Prices dropped across the board in 1998, when Winter Park sold season passes in groups of four for $200 – a model that proved so successful that other resorts followed suit and led to a wave of early-season deals.

According to a 2007 Denver Post report, the Rocky Mountain Super Pass (what was essentially an early version of the Ikon Pass) was $389 11 years ago.

The Colorado Pass, which could be considered a precursor to the Epic Local Pass, was $419 at the time.

And, a Copper Four Pack (which is good for four days of skiing) rose to $119 in 2007 – up from $84 in 2006. Compare that to today, when even a one-day lift ticket at Copper will set you back $177.

“A big motivator for the resorts, for the industry, is to really keep people involved,” Belin said. “The more people who buy season passes, who ski more days, they’re more likely to return next year, they’ll be committed.”

Season passes are also an insurance policy for resorts, since they’re typically sold before anyone can really know if the snow will be good or bad in a given year.

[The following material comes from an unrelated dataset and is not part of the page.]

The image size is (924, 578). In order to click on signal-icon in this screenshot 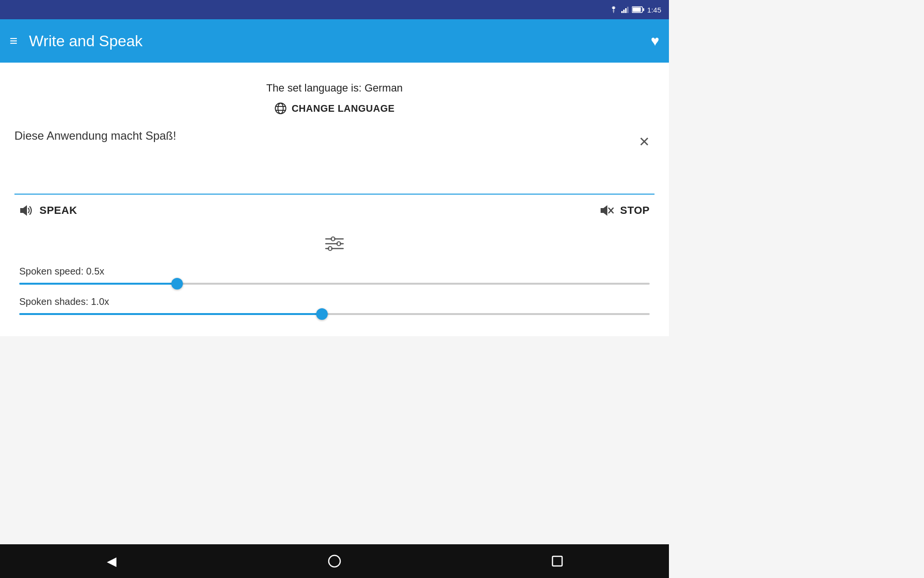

Belin attributes the increases in ticket prices over time to inflation as well as the sheer cost of operating a ski resort. After all, he said, it’s not like much of the work at ski areas is truly automated, meaning that they need manpower, which costs money.

Supply and demand is also a factor – especially in a state that’s growing as much as Colorado, where resorts often experience long lift lines and overcrowding inside common areas. Cheaper tickets would exacerbate this issue, Belin said.

 “One of the defining characteristics of moving to Colorado is you gotta hike a 14er, you gotta visit a marijuana shop, and you’ve got to ski,” Belin said. “The people who move to Colorado are definitely driving this popularity, not only when you look at the Interstate 70 traffic, but also the peaks in the number of skier days that are happening at the popular resorts.”

Melanie Mills, the president of Colorado Ski Country USA, said the state hosts 22 to 24 percent of skier visits in the U.S. each year. Those skiers are from every demographic, with in-state visitors being a little younger than the ones coming from across the country and internationally. 

"Younger skiers are more plentiful in terms of raw numbers, but they ski fewer days than older skiers, who have more leisure time," she wrote in an email to 9NEWS. 

The price of a daily lift ticket, Mills said, isn't a factor in attracting skiers to Colorado. Anyway, Mills said most tickets are priced dynamically and skiers can easily shop. 

Sites like Liftopia offer lift tickets at an often steep discount, and the rising costs for non-pass holders have proven beneficial for smaller resorts.

One example is Snowy Range, a ski area with only five lifts near Laramie, Wyoming. Belin said more people on the Front Range are opting to ski here – where a one-day adult lift ticket is less than $50 – instead of the “name-brand” places on I-70.

“We’ve definitely seen bigger groups than we have in past years,” said Ellie Southerland, the director of marketing operations for Snowy Range.

This hasn’t led to the overcrowding Belin has talked about … yet, Southerland said. She did have to wait in a lift line once, though.

“It was one weekend, and I waited like a minute,” Southerland said. “It was probably like 30 seconds, because I don’t wait in lift lines.”